Claude Barfield is a resident scholar and the director of trade, science, and technology policy studies at AEI. He is the author or editor of a number of books on trade and science policy, including Free Trade, Sovereignty, Democracy: The Future of the World Trade Organization (AEI Press, 2001). In 1999, he coauthored Tiger by the Tail: China and the World Trade Organization (AEI Press) with Mark Groombridge. Before coming to AEI, he served in the Ford administration, on the staff of the Senate Governmental Affairs Committee, and as a co-staff director of the President’s Commission for a National Agenda for the Eighties.

Anne Krueger served as first deputy managing director of the International Monetary Fund (IMF) from September 1, 2001, to August 31, 2006. Before coming to the IMF, Ms. Krueger was the Herald L. and Caroline L. Ritch Professor in Humanities and Sciences in the Department of Economics at Stanford University. She was also the founding director of Stanford’s Center for Research on Economic Development and Policy Reform and a senior fellow of the Hoover Institution. Ms Krueger previously taught at the University of Minnesota and Duke University and from 1982 to 1986 was the World Bank’s vice president for economics and research. Ms. Krueger is a distinguished fellow and past president of the American Economic Association, a member of the National Academy of Sciences, and a research associate of the National Bureau of Economic Research. A recipient of a number of economic prizes and awards, she has published extensively on policy reform in developing countries, the role of multilateral institutions in the international economy, and the political economy of trade policy. Recent books edited by Ms. Krueger include Reforming India’s Economic, Financial and Fiscal Policies (Stanford University Press, 2003) with Sajjid Z. Chinoy; Latin American Macroeconomic Reform: The Second Stage (University of Chicago Press, 2003) with Jose Antonio Gonzales, Vittorio Corbo, and Aaron Tornell; Economic Policy Reform and the Indian Economy (University of Chicago Press, 2003); A New Approach to Sovereign Debt Restructuring (International Monetary Fund, 2002); Economic Policy Reform: The Second Stage (University of Chicago Press, 2000); and The WTO as an International Organization (University of Chicago Press, 2000).
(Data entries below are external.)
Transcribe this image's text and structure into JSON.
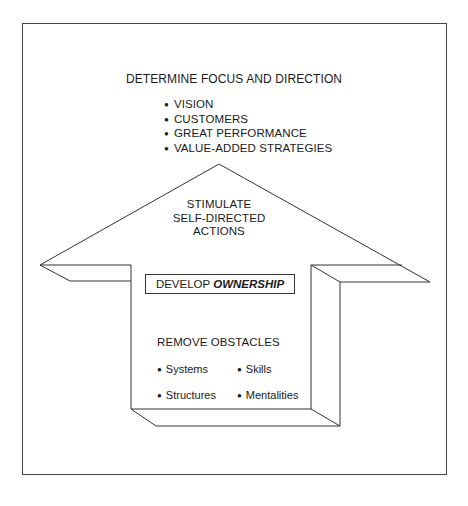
{
  "diagram": {
    "top": {
      "heading": "DETERMINE FOCUS AND DIRECTION",
      "items": [
        "VISION",
        "CUSTOMERS",
        "GREAT PERFORMANCE",
        "VALUE-ADDED STRATEGIES"
      ]
    },
    "arrow_head": {
      "lines": [
        "STIMULATE",
        "SELF-DIRECTED",
        "ACTIONS"
      ]
    },
    "center_box": {
      "prefix": "DEVELOP",
      "emphasis": "OWNERSHIP"
    },
    "base": {
      "heading": "REMOVE OBSTACLES",
      "items": [
        "Systems",
        "Skills",
        "Structures",
        "Mentalities"
      ]
    },
    "colors": {
      "line": "#333333",
      "background": "#ffffff"
    }
  }
}
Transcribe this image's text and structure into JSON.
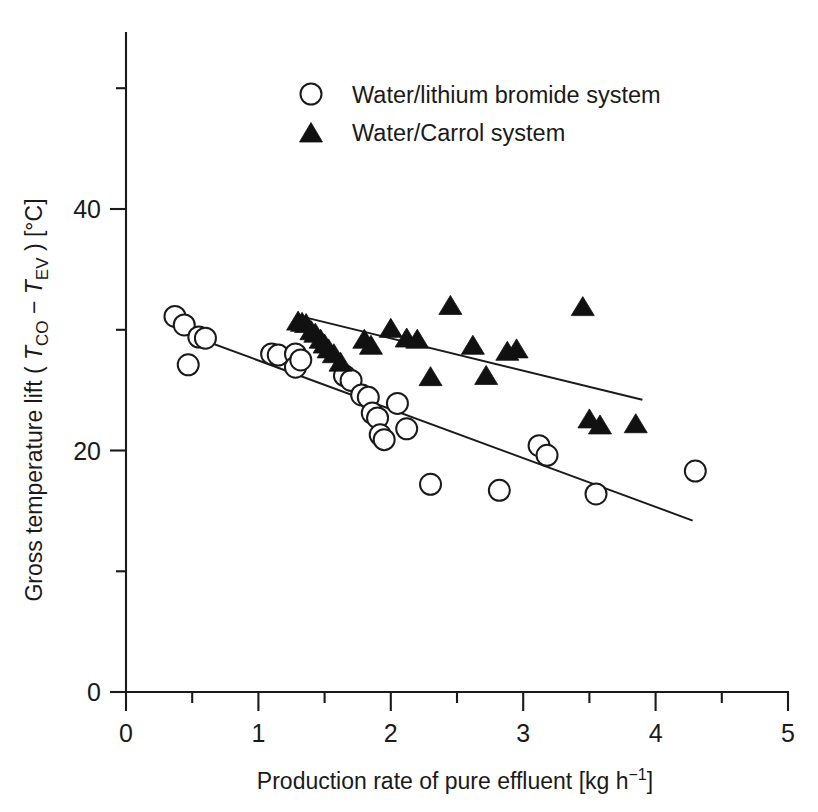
{
  "chart_data": {
    "type": "scatter",
    "title": "",
    "xlabel": "Production rate of pure effluent [kg h⁻¹]",
    "xlabel_parts": {
      "main": "Production rate of pure effluent [kg h",
      "sup": "−1",
      "tail": "]"
    },
    "ylabel": "Gross temperature lift ( T_CO − T_EV ) [°C]",
    "ylabel_parts": {
      "p1": "Gross temperature lift ( ",
      "t1": "T",
      "s1": "CO",
      "minus": " − ",
      "t2": "T",
      "s2": "EV",
      "p2": " ) [°C]"
    },
    "xlim": [
      0,
      5
    ],
    "ylim": [
      0,
      52
    ],
    "x_ticks": [
      0,
      1,
      2,
      3,
      4,
      5
    ],
    "x_tick_labels": [
      "0",
      "1",
      "2",
      "3",
      "4",
      "5"
    ],
    "x_minor_ticks": [
      0.5,
      1.5,
      2.5,
      3.5,
      4.5
    ],
    "y_ticks": [
      0,
      20,
      40
    ],
    "y_tick_labels": [
      "0",
      "20",
      "40"
    ],
    "y_minor_ticks": [
      10,
      30,
      50
    ],
    "grid": false,
    "legend_position": "top-center",
    "series": [
      {
        "name": "Water/lithium bromide system",
        "marker": "open-circle",
        "color": "#ffffff",
        "edge_color": "#1a1a1a",
        "points": [
          [
            0.37,
            31.1
          ],
          [
            0.44,
            30.4
          ],
          [
            0.47,
            27.1
          ],
          [
            0.55,
            29.4
          ],
          [
            0.6,
            29.3
          ],
          [
            1.1,
            28.0
          ],
          [
            1.15,
            27.9
          ],
          [
            1.28,
            28.0
          ],
          [
            1.28,
            26.9
          ],
          [
            1.32,
            27.5
          ],
          [
            1.65,
            26.2
          ],
          [
            1.7,
            25.8
          ],
          [
            1.78,
            24.6
          ],
          [
            1.83,
            24.4
          ],
          [
            1.86,
            23.1
          ],
          [
            1.9,
            22.7
          ],
          [
            1.92,
            21.3
          ],
          [
            1.95,
            20.9
          ],
          [
            2.05,
            23.9
          ],
          [
            2.12,
            21.8
          ],
          [
            2.3,
            17.2
          ],
          [
            2.82,
            16.7
          ],
          [
            3.12,
            20.4
          ],
          [
            3.18,
            19.6
          ],
          [
            3.55,
            16.4
          ],
          [
            4.3,
            18.3
          ]
        ]
      },
      {
        "name": "Water/Carrol system",
        "marker": "filled-triangle",
        "color": "#111111",
        "edge_color": "#111111",
        "points": [
          [
            1.3,
            30.6
          ],
          [
            1.33,
            30.5
          ],
          [
            1.36,
            30.4
          ],
          [
            1.4,
            29.8
          ],
          [
            1.43,
            29.6
          ],
          [
            1.47,
            29.1
          ],
          [
            1.5,
            28.7
          ],
          [
            1.53,
            28.3
          ],
          [
            1.57,
            27.9
          ],
          [
            1.62,
            27.2
          ],
          [
            1.8,
            29.1
          ],
          [
            1.85,
            28.6
          ],
          [
            2.0,
            30.0
          ],
          [
            2.12,
            29.2
          ],
          [
            2.2,
            29.1
          ],
          [
            2.3,
            26.0
          ],
          [
            2.45,
            31.9
          ],
          [
            2.62,
            28.6
          ],
          [
            2.72,
            26.1
          ],
          [
            2.88,
            28.1
          ],
          [
            2.95,
            28.3
          ],
          [
            3.45,
            31.8
          ],
          [
            3.5,
            22.5
          ],
          [
            3.58,
            22.0
          ],
          [
            3.85,
            22.1
          ]
        ]
      }
    ],
    "fit_lines": [
      {
        "for_series": "Water/lithium bromide system",
        "x": [
          0.37,
          4.28
        ],
        "y": [
          30.0,
          14.2
        ]
      },
      {
        "for_series": "Water/Carrol system",
        "x": [
          1.36,
          3.9
        ],
        "y": [
          31.0,
          24.2
        ]
      }
    ]
  },
  "legend": {
    "items": [
      {
        "marker": "open-circle",
        "label": "Water/lithium bromide system"
      },
      {
        "marker": "filled-triangle",
        "label": "Water/Carrol system"
      }
    ]
  }
}
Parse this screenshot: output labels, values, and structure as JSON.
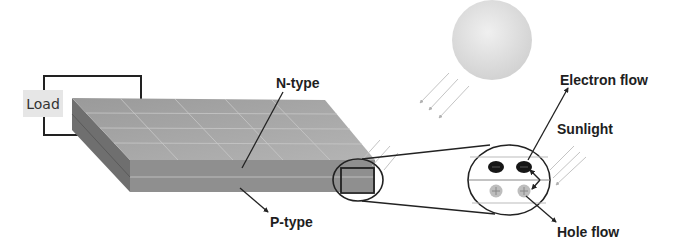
{
  "diagram": {
    "type": "solar-cell-schematic",
    "labels": {
      "load": "Load",
      "n_type": "N-type",
      "p_type": "P-type",
      "electron_flow": "Electron flow",
      "sunlight": "Sunlight",
      "hole_flow": "Hole flow"
    },
    "components": [
      {
        "name": "sun",
        "shape": "sphere"
      },
      {
        "name": "solar-panel",
        "layers": [
          "N-type",
          "P-type"
        ]
      },
      {
        "name": "load",
        "connection": "wire circuit to panel"
      },
      {
        "name": "magnified-view",
        "electrons": 2,
        "holes": 2
      }
    ],
    "colors": {
      "panel_top": "#a4a4a4",
      "panel_front": "#8e8e8e",
      "panel_side": "#6e6e6e",
      "sun": "#e2e2e2",
      "electron": "#1a1a1a",
      "hole": "#b8b8b8",
      "line": "#222222"
    }
  }
}
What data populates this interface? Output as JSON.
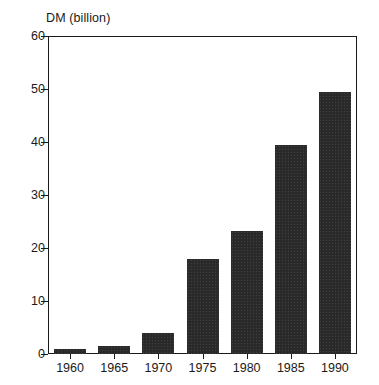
{
  "chart_data": {
    "type": "bar",
    "title": "",
    "ylabel": "DM (billion)",
    "xlabel": "",
    "categories": [
      "1960",
      "1965",
      "1970",
      "1975",
      "1980",
      "1985",
      "1990"
    ],
    "values": [
      1.0,
      1.5,
      4.0,
      18.0,
      23.3,
      39.5,
      49.4
    ],
    "ylim": [
      0,
      60
    ],
    "yticks": [
      0,
      10,
      20,
      30,
      40,
      50,
      60
    ],
    "ytick_labels": [
      "0",
      "10",
      "20",
      "30",
      "40",
      "50",
      "60"
    ],
    "grid": false,
    "legend": null,
    "bar_color": "#2a2a2a",
    "axis_color": "#1a1a1a",
    "background_color": "#ffffff"
  }
}
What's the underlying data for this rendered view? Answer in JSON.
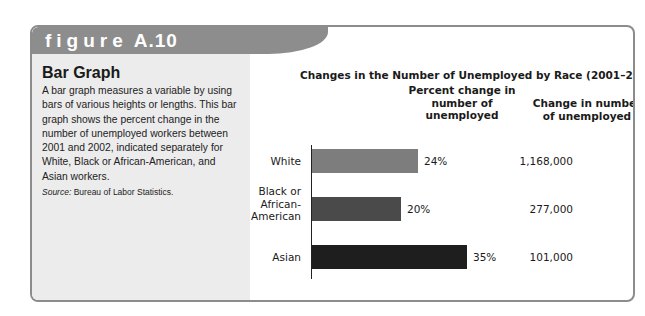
{
  "figure": {
    "label_word": "figure",
    "label_number": "A.10"
  },
  "sidebar": {
    "title": "Bar Graph",
    "description": "A bar graph measures a variable by using bars of various heights or lengths. This bar graph shows the percent change in the number of unemployed workers between 2001 and 2002, indicated separately for White, Black or African-American, and Asian workers.",
    "source_label": "Source:",
    "source_text": "Bureau of Labor Statistics."
  },
  "chart_data": {
    "type": "bar",
    "orientation": "horizontal",
    "title": "Changes in the Number of Unemployed by Race (2001–2002)",
    "column_headers": {
      "percent": "Percent change in number of unemployed",
      "number": "Change in number of unemployed"
    },
    "categories": [
      "White",
      "Black or African-American",
      "Asian"
    ],
    "category_lines": [
      [
        "White"
      ],
      [
        "Black or",
        "African-",
        "American"
      ],
      [
        "Asian"
      ]
    ],
    "values": [
      24,
      20,
      35
    ],
    "value_labels": [
      "24%",
      "20%",
      "35%"
    ],
    "change_in_number": [
      "1,168,000",
      "277,000",
      "101,000"
    ],
    "bar_colors": [
      "#7d7d7d",
      "#4a4a4a",
      "#1e1e1e"
    ],
    "xlabel": "",
    "ylabel": "",
    "grid": false,
    "legend": null
  }
}
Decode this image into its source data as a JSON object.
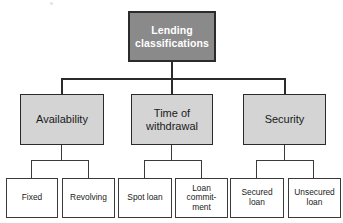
{
  "diagram": {
    "title": "Lending classifications",
    "type": "hierarchy-tree",
    "colors": {
      "root_fill": "#8a8a8a",
      "root_text": "#ffffff",
      "category_fill": "#d4d4d4",
      "leaf_fill": "#ffffff",
      "border": "#2b2b2b",
      "text": "#1a1a1a",
      "background": "#ffffff"
    },
    "root": {
      "label": "Lending\nclassifications",
      "x": 128,
      "y": 11,
      "w": 88,
      "h": 51
    },
    "categories": [
      {
        "label": "Availability",
        "x": 20,
        "y": 94,
        "w": 84,
        "h": 51,
        "children": [
          {
            "label": "Fixed",
            "x": 6,
            "y": 178,
            "w": 52,
            "h": 40
          },
          {
            "label": "Revolving",
            "x": 62,
            "y": 178,
            "w": 53,
            "h": 40
          }
        ]
      },
      {
        "label": "Time of\nwithdrawal",
        "x": 131,
        "y": 94,
        "w": 82,
        "h": 51,
        "children": [
          {
            "label": "Spot loan",
            "x": 118,
            "y": 178,
            "w": 54,
            "h": 40
          },
          {
            "label": "Loan\ncommit-\nment",
            "x": 175,
            "y": 178,
            "w": 53,
            "h": 40
          }
        ]
      },
      {
        "label": "Security",
        "x": 243,
        "y": 94,
        "w": 83,
        "h": 51,
        "children": [
          {
            "label": "Secured\nloan",
            "x": 230,
            "y": 178,
            "w": 54,
            "h": 40
          },
          {
            "label": "Unsecured\nloan",
            "x": 288,
            "y": 178,
            "w": 53,
            "h": 40
          }
        ]
      }
    ]
  }
}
Robert Z. Lawrence is the Albert L. Williams Professor of Trade and Investment at the John F. Kennedy School of Government at Harvard University. He is also a senior fellow at the Peterson Institute for International Economics in Washington, DC. Mr. Lawrence served as a member of President Bill Clinton’s Council of Economic Advisers from March 1999 to January 2001. He has held the New Century Chair as a nonresident senior fellow at the Brookings Institution, and founded and edited the Brookings Trade Forum series. He is a research associate at the National Bureau of Economic Research, the director of the Harvard Kennedy School Trade Group, and the faculty chair of Kennedy School Executive Programs. Mr. Lawrence has been a senior fellow in the Economic Studies Program at the Brookings Institution (1983–91), a research associate at the Brookings Institution (1976–82), an instructor at Yale University (1975), and a professorial lecturer at the Johns Hopkins School of Advanced International Studies (1978–81). He has served as a consultant to the Federal Reserve Bank of New York, the World Bank, the Organisation for Economic Co-operation and Development, and the United Nations Conference on Trade and Development. He was a member of the Presidential Commission on United States Pacific Trade and Investment Policy and has served as a member of the advisory committees of the Institute for International Economics, the Panel on Foreign Trade Statistics of the National Academy of Sciences, the Committee for Economic Development, the Overseas Development Council, and the panel of economic advisors of the Congressional Budget Office. He was the chair for the Project on Middle East Trade at the Institute for Social and Economic Policy in the Middle East at the John F. Kennedy School of Government. Mr. Lawrence has written over a hundred papers and articles on topics in the field of international economics. His books on domestic and international economic problems include Crimes and Punishments? Retaliation under the WTO (Institute for International Economics, 2003), Single World, Divided Nations? International Trade and the OECD Labor Markets (Brookings Institution Press, 1996), Regionalism, Multilateralism, and Deeper Integration (Brookings Institution Press, 1996), and Can America Compete? (Brookings Institution Press, 1984).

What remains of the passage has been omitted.